Nuclear weapons are little more than a footnote in most physics textbooks. But they live on and seem to be spreading. As this week's issue details (see pages 432 and 441), a decades-old treaty designed to stop the proliferation of nuclear weapons is beginning to unravel. All around the world, scientists are gaining the knowledge and technology they need to build a bomb. They may not be working to build a nuclear weapon today, but they are ready, should their governments ever call on them to do so in the future.

Politicians cannot be depended upon to solve this growing problem on their own. They will tend to decry the nuclear advances of their adversaries, while turning a blind eye to the progress of their friends. So it was last week, when US Secretary of State Colin Powell openly denounced the nuclear ambitions of Iran while passing through Brazil, a US ally whose own more advanced nuclear programme he has openly supported.
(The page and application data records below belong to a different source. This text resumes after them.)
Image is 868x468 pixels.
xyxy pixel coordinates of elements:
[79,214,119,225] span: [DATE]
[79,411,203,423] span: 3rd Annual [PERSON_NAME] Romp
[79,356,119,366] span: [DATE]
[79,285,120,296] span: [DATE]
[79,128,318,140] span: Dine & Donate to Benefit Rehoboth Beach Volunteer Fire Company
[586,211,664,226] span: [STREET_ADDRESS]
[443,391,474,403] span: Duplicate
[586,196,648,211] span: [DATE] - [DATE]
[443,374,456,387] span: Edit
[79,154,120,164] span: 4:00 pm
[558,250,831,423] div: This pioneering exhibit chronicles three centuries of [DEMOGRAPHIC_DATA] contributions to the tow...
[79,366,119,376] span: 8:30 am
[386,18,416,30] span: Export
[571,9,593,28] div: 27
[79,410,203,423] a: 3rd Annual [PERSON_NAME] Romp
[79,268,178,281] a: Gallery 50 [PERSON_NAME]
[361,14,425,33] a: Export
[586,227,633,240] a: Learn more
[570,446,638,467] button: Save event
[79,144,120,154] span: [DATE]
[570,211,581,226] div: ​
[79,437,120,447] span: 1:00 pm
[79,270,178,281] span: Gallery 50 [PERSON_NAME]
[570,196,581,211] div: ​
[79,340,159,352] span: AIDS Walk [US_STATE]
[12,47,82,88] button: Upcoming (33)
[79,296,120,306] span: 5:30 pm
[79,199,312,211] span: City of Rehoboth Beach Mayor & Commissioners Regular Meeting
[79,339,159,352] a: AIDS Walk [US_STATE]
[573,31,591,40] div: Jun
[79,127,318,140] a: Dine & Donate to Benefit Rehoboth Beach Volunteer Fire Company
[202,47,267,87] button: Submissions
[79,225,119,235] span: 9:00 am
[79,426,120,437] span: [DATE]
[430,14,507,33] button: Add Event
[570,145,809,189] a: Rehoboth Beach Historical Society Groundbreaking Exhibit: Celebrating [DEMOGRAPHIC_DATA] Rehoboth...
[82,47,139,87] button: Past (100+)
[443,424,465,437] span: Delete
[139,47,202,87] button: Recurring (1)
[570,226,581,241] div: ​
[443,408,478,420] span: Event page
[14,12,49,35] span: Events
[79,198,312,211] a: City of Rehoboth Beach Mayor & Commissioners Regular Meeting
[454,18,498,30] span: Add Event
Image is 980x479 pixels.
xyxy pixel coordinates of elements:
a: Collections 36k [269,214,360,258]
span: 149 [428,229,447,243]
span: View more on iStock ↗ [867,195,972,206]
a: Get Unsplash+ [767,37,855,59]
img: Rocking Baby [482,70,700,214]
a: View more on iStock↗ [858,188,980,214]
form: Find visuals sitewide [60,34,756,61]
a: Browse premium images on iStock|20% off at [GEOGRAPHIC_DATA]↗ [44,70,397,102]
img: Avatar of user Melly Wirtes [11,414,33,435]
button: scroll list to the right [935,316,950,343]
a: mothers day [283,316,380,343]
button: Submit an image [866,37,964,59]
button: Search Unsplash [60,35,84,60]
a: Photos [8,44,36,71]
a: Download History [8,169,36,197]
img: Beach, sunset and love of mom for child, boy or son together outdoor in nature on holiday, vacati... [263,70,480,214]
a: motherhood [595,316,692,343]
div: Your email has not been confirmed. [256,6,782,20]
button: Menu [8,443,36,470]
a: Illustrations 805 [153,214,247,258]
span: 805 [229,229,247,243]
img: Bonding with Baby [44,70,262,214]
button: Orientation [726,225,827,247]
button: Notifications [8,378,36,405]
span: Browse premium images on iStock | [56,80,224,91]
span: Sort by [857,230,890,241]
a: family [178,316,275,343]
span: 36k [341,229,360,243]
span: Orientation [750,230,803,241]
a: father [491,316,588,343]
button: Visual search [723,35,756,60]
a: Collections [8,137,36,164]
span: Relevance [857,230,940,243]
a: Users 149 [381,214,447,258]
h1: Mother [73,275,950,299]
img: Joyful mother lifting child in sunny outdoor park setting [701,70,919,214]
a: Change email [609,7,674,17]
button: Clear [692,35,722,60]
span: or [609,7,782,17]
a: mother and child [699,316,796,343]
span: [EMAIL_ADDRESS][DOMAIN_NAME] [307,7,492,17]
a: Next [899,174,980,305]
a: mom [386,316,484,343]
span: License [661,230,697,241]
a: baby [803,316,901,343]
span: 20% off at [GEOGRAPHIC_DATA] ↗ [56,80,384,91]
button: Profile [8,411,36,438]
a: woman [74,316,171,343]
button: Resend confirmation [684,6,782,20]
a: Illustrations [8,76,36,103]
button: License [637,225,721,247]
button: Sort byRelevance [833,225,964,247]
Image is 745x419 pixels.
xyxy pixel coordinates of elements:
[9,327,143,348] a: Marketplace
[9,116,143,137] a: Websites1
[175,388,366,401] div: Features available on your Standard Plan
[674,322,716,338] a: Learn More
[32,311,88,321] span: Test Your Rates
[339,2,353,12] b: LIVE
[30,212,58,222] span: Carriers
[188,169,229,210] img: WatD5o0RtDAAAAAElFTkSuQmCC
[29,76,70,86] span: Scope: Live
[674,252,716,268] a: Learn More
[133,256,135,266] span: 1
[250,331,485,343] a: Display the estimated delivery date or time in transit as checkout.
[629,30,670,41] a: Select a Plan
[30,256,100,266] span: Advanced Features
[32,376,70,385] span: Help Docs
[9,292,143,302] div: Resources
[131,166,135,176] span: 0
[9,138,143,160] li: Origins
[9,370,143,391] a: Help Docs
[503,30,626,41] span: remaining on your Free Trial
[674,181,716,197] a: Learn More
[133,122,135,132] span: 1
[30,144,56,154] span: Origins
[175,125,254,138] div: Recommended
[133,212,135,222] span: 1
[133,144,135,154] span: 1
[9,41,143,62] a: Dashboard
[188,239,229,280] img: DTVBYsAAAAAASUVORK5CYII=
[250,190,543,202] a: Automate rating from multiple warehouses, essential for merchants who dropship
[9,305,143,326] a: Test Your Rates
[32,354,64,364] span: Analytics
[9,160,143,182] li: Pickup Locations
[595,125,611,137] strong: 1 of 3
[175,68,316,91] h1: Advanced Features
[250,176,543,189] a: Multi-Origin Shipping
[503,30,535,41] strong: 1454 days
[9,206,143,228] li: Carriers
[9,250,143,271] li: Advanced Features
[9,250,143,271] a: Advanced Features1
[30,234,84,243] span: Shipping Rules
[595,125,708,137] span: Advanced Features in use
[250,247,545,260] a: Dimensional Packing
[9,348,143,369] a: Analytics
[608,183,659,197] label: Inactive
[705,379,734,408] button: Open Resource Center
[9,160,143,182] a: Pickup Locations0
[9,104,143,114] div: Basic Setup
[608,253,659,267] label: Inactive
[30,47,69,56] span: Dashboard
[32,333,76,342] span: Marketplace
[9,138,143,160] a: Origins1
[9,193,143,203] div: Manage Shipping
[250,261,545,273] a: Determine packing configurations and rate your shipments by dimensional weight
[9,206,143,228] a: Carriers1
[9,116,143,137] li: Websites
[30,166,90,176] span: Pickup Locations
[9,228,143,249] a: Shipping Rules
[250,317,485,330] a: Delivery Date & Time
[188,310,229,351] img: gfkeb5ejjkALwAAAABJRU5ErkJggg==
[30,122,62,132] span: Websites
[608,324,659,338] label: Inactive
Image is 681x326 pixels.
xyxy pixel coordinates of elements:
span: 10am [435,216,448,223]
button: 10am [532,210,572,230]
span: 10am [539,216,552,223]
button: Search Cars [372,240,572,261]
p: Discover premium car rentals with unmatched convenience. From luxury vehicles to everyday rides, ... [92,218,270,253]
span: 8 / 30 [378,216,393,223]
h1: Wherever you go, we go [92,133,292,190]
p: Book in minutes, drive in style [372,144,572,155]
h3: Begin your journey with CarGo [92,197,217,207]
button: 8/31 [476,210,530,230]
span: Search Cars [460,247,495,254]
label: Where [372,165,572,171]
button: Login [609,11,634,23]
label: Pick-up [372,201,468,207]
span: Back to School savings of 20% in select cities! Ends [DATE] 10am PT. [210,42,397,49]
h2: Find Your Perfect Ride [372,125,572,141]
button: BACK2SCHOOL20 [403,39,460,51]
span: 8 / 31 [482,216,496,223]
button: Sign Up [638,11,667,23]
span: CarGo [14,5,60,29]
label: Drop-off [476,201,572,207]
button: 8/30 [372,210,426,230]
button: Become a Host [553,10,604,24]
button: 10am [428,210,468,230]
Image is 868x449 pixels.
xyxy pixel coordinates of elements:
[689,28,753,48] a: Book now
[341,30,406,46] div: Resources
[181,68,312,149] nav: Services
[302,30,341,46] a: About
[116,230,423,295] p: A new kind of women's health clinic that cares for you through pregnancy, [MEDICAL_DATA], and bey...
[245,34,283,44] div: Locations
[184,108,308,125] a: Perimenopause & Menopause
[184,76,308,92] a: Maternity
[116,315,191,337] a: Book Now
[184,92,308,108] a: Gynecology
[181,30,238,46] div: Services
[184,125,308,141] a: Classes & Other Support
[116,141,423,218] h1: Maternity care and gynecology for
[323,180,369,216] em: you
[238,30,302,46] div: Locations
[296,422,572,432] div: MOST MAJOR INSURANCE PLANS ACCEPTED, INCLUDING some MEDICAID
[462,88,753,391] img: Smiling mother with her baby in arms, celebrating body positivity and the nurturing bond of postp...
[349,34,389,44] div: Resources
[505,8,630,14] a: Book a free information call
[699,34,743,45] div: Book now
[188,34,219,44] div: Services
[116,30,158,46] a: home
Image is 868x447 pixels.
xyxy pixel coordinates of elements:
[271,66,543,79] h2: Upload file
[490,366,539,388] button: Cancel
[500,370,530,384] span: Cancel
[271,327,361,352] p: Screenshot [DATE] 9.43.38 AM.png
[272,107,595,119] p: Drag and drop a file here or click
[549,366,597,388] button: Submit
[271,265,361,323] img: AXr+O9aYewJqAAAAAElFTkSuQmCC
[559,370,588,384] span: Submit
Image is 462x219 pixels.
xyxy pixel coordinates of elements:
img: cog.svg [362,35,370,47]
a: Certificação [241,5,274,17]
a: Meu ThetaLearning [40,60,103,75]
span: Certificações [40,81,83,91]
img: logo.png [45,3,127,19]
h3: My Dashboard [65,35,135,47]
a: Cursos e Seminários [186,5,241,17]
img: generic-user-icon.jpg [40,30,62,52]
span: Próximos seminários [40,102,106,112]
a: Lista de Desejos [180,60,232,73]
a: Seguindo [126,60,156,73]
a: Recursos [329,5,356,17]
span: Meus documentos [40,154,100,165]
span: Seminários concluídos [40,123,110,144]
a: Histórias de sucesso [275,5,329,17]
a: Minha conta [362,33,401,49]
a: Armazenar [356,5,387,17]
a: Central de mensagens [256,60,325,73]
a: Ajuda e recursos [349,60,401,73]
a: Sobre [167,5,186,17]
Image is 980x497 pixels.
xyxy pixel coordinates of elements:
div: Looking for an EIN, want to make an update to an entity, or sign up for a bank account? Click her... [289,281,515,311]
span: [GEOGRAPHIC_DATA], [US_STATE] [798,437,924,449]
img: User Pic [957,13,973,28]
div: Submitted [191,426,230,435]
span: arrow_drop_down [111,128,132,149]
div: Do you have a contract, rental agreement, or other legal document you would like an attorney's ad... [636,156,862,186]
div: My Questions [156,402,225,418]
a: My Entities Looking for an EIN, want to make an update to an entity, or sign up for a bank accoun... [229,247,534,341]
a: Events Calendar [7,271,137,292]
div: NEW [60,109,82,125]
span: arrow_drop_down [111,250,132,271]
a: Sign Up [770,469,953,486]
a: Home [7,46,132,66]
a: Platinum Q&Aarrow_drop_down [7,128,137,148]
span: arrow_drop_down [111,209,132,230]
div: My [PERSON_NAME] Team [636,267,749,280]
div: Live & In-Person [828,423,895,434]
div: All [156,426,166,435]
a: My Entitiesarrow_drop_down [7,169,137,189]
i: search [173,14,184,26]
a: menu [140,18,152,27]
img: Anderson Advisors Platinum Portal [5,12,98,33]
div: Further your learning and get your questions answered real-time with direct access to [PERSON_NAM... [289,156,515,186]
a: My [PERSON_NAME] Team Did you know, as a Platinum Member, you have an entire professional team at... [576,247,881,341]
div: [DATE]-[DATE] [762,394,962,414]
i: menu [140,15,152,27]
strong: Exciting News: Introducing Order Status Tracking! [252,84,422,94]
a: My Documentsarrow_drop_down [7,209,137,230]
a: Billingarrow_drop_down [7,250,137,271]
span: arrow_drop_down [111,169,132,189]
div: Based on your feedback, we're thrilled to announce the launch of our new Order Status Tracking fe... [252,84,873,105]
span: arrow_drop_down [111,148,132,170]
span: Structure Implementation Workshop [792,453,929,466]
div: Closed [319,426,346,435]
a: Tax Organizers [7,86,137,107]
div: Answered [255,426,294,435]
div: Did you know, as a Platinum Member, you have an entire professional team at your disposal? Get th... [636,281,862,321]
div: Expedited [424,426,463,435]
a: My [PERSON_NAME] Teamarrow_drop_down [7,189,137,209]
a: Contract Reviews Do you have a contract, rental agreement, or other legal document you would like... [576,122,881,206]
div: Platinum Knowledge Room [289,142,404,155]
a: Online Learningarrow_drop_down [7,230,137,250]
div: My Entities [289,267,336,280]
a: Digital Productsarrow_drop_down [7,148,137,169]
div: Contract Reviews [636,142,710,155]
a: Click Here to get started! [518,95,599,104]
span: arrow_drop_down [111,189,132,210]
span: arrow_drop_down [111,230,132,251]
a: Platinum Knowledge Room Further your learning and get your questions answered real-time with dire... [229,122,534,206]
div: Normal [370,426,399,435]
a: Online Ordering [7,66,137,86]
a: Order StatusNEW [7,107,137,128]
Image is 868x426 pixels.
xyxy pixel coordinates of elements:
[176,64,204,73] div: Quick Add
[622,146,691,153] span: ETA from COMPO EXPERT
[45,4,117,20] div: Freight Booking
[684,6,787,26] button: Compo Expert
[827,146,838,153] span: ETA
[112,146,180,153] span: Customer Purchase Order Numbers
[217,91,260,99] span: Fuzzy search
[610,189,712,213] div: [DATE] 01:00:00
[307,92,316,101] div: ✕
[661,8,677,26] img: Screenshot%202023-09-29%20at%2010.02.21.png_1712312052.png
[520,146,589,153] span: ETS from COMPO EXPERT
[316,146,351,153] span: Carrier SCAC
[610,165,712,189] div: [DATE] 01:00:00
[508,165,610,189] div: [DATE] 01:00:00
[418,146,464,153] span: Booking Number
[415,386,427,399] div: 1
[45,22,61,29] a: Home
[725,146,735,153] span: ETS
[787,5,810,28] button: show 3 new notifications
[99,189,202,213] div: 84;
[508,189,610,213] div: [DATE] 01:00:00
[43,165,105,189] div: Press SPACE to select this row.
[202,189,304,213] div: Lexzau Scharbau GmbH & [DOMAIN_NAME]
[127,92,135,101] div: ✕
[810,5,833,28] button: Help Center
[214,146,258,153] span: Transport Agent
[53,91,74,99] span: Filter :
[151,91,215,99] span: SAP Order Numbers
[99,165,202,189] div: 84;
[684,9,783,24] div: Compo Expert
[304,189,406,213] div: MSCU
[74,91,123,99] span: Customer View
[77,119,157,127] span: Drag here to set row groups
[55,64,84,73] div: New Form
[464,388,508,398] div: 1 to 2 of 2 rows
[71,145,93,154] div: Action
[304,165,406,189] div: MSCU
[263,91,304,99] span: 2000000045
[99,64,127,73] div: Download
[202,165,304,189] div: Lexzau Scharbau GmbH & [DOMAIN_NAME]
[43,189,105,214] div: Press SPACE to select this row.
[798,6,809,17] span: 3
More than politicians, scientists have always understood the destructive power of the bomb as something distinct from its owner. The physicists who gave birth to the device recognized early on that it had the potential to ruin humanity, and many of them, including Albert Einstein and Robert Oppenheimer, took powerful, public positions against nuclear weapons after the end of the Second World War.

Like those distinguished scientists, modern researchers must take up the important work of disarmament and have much to offer in doing so. They have technical expertise that can be brought to bear on several critical issues related to stopping proliferation. In addition to developing the detectors that many governments seek to protect their ports and cities, researchers can think of techniques that further disarmament. For example, if an international treaty regulating fissile materials is ever to be created, as many arms-control experts hope, then credible technologies to track and inventory such materials must be developed.

Moreover, scientists have a unique opportunity to inform the public about the risks of nuclear weapons. Since the end of the cold war, public awareness of the world's massive nuclear arsenals has faded, even though thousands of weapons remain on hair-trigger alert. It is up to physicists, chemists, computer scientists, and all those who understand what goes into nuclear weapons, to remind the public of the devastating power of the bomb and the constant threat it poses.

Finally, and most importantly, scientists must bridge the nationalist and cultural barriers that stand in the way of disarmament. In the cold war, the scientific exchange and mutual respect shared by US and Soviet researchers helped pave the way for treaties to reduce the number of nuclear weapons held by both nations. Today, a different gap exists between developed nuclear states, such as the United States, France and Britain, and developing nations with nuclear weapons or ambitions, such as India, Pakistan and Iran. Once again, it is the scientists who must open up lines of communication and begin work towards disarmament. Together, they need to help the world arrive at a new global consensus: that nuclear weapons — regardless of whose hands they are in — pose a threat to every nation's security.

Is it realistic to expect that the world can someday be free of the bomb? Perhaps not, but researchers everywhere owe it to future generations to move us further in that direction. In the words of the great Soviet weaponeer-turned-humanitarian, Andrei Sakharov: “The conscience of the contemporary scientist cannot distinguish the suffering of his contemporaries and that of posterity.”